Hillary Clinton lays out her foreign policy: Being not-Trump
Hillary Clinton fired up the teleprompter and addressed a crowd of a couple of hundred hand-selected audience members in San Diego yesterday, seeking to take her miserable record of foreign policy blunders as secretary of state out of the political liabilities column. Her pitch: She’s not Donald Trump, who would, in her view, lead the United States to war in a fit of pique, “just because somebody got under his very thin skin.”
Cue the infamous “Daisy” ad:
By Hillary standards, it was a great speech. Standing in front of flags, she read well the script carefully written by others, and she did not screech even once. Chris Matthews, the thrill back in his leg, gushed that it was a “masterpiece” and “exquisitely written.” (Full speech transcript here.)

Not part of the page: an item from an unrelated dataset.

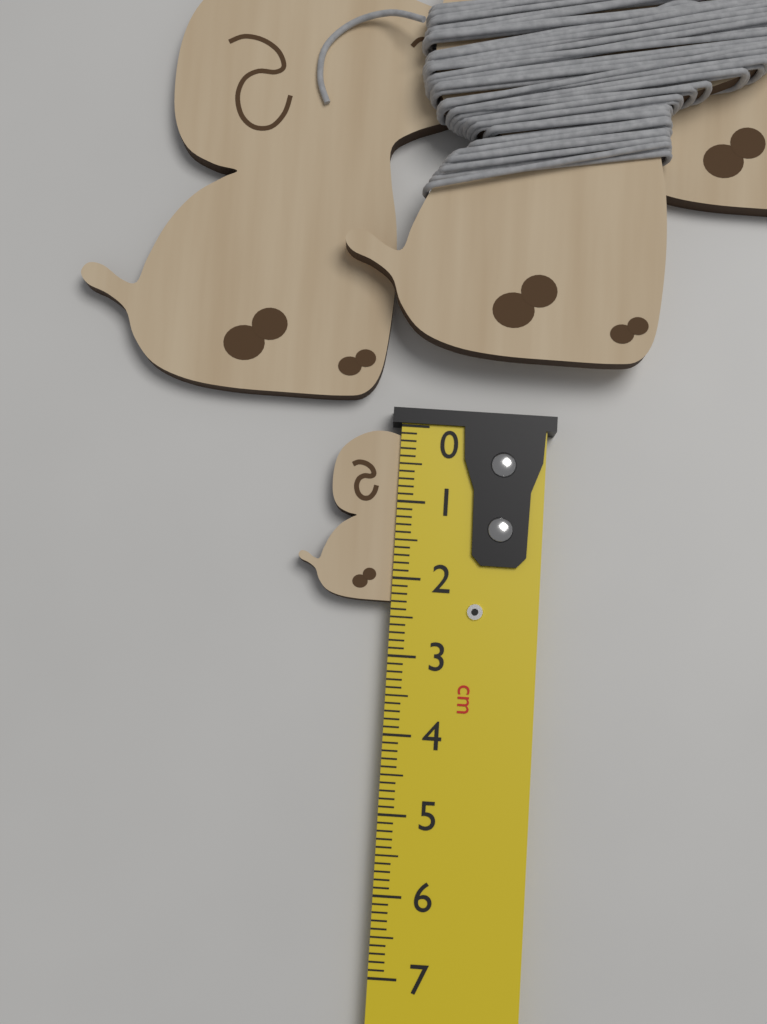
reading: 2.3 cm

I agree that her speechwriters earned their fees, carefully selecting Trumpisms uttered off the cuff and extrapolating them into a horrific vision. In sum:
He is not just unprepared – he is temperamentally unfit to hold an office that requires knowledge, stability and immense responsibility.
By being not-Trump, she paints herself as the lesser of two evils. But of course, she has a track record, and Trump has extemporaneous speeches uttered in front of vast and excited crowds. As the New York Sun editorialized:
Secretary Clinton’s speech at San Diego rang hollow to us almost beginning to end. It is easy to lampoon Donald Trump, and she did a right lively job of it. His record is full of contradictions, after all, his style is so much less refined than that of our greatest presidents, his policies are still in formation, and his eccentricities are larger than life. But who is Ms. Clinton, veteran of the Russian “reset,” to lecture Mr. Trump on how to deal with President Putin? What standing does Mrs. Clinton have to lecture Mr. Trump on making friendly overtures to our enemies?
“I don’t understand Donald’s bizarre fascination with dictators and strong men who have no love for America,” Mrs. Clinton said. She was speaking but weeks after the leader of her own party, President Obama, returned from Cuba, where he embraced the Castro brothers, and then, after stopping in Argentina to lecture the citizens of a country just turning back to capitalism that the arguments about communism don’t matter, went to Vietnam for to lift an arms embargo. Plus, too, she doubled down on the articles of appeasement with the Iranian ayatollahs.
Mrs. Clinton claimed to believe that we have a “moral obligation” to defend Israel (and surely we do). She neglected to address the fact that both halves of Israel’s leadership in the Knesset — the Likud prime minister, Benjamin Netanyahu, and the opposition leader, Isaac Herzog of the Zionist Union — bitterly opposed the Iran appeasement. She insisted the agreement “should block every path for Iran to get a nuclear weapon,” but failed to address any of the doubts on that head or the fact that majorities of both houses of Congress were against it. Not to mention the inversion of constitutional procedures.
A highly amusing account of the atmospherics of the speech by Leslie Eastman, who was on hand for the speech in San Diego, can be found at Legal Insurrection. It highlights the ongoing problem for Clinton: nobody, outside a small group of cronies, is really excited about her candidacy.
I will begin my analysis with crowd size comparisons:
- Donald Trump’s San Diego rally was a joy-filled festivity attended by at least 20,000.
- Bernie Sanders’ two local rallies had 6000-10,000 enthusiastic participants.
- Bill Clinton’s Balboa Park speech was attended by about 800 supporters.
- Today’s Hillary Clinton event: About 350 audience members, as detailed below:
When I arrived, actually expecting to see the candidate (albeit from a distance), I was shocked to discover that she was speaking in a secured room with a maximum capacity of…200.
And this telling detail:
During the address, a handler came out to “shush” the crowd when they cheered at an attack on Donald Trump. About half-way through the 35-minute address, people began filing out. The crowd size was reduced by at least 1/3rd by the time she wrapped up.
Trump has promised to shake up the foreign policy establishment and put our enemies and allies on notice that things will change, that comfortable old arrangements are due for shaking up. With blustery and imprecise language, he offers the prospect of, to borrow an Obama term, fundamental change. Hillary, in contrast, offers more of the same, which hasn’t been working very well.
If you buy into the scare-mongering, that Trump, a man who has negotiated complex deals all over the world and come out ahead, will blunder into nuclear war, then Hillary is not quite as toxic, as her record indicates, in comparison. But if you think the dictator-soliciting Clinton Foundation exemplifies a foreign policy more concerned about the welfare of the Clintons than the interests of the people of the United States, you might want to hear more of Trump’s thoughts as the campaign continues and he speaks at greater length.